Leacock, who was in December 2010 elected as Member of Parliament for Central Kingstown, said “there well may have been other backroom politics” after the meeting at Sir James’ house.

“But the point is, they volunteered to be on the bridge at the time when the ship needed a captain,” he further stated.

Leacock comment came as he defended Eustace’s leadership of the NDP in the face of call by some of his own supporters to quit as party leader.

Eustace, who was prime minister from Oct. 27, 2000 to March 28, 2001, has also been representing East Kingstown since 1998.

However, the NDP has lost three general elections under his leadership, including in 2010, when the party increase its hold in Parliament by four seats but still came one seat shy of taking government.

Leacock praised Eustace’s “democratic” approach to leadership and his efforts to rebuild the NDP.

“The work that Mr. Eustace has done over the last 10 years for the New Democratic Party to puts it where it is here now, I don’t know of many people who would have been able to do that work. And he needs to be credited for the amount of work,” Leacock said.

He further said that Eustace, because of his training and experience in economic matters, is best position to lead this the NDP at this time.
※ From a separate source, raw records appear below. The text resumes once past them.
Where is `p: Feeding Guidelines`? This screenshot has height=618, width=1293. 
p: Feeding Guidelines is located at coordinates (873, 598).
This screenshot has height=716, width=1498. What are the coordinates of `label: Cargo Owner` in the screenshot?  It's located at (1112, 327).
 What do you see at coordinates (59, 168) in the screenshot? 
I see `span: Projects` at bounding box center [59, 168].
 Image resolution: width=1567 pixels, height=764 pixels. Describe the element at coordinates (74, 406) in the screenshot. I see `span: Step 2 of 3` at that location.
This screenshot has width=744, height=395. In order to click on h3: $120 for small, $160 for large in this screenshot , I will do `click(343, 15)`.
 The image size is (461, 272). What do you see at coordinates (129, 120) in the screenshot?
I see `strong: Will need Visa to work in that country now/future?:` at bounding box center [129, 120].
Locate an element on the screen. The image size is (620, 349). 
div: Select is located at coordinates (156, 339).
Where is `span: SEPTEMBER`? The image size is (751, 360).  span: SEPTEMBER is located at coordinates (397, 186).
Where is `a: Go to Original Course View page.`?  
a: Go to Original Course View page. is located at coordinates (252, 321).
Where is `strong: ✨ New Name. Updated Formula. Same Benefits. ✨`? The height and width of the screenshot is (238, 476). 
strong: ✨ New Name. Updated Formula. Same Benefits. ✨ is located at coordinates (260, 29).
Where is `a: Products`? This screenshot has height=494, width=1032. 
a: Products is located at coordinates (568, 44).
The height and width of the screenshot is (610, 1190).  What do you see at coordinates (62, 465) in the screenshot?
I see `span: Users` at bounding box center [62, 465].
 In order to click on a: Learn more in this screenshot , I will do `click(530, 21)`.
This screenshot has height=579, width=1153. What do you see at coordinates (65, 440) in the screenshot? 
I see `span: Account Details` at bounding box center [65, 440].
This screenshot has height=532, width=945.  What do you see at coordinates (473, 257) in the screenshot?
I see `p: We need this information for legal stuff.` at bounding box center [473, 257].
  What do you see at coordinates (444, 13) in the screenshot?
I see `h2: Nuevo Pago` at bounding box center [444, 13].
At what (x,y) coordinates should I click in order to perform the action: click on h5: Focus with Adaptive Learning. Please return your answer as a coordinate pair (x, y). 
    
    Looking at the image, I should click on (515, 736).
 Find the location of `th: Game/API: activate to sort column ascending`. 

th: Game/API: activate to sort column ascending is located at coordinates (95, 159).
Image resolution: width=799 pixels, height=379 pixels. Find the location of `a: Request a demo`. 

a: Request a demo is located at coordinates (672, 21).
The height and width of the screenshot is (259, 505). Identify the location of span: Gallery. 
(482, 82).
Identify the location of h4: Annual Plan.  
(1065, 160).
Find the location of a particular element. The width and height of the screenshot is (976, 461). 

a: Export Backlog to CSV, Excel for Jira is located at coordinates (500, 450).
According to Leacock, no member of the NDPs leadership will be so “silly” as to run against Eustace for leadership of the NDP at this time.

“And I know he has that trust and confidence and I know he has the ability and I know he deserves the support of us because I know he has worked … hard to keep the New Democratic Party in place,” Leacock said, adding Eustace, “like any of us, … has his imperfections”.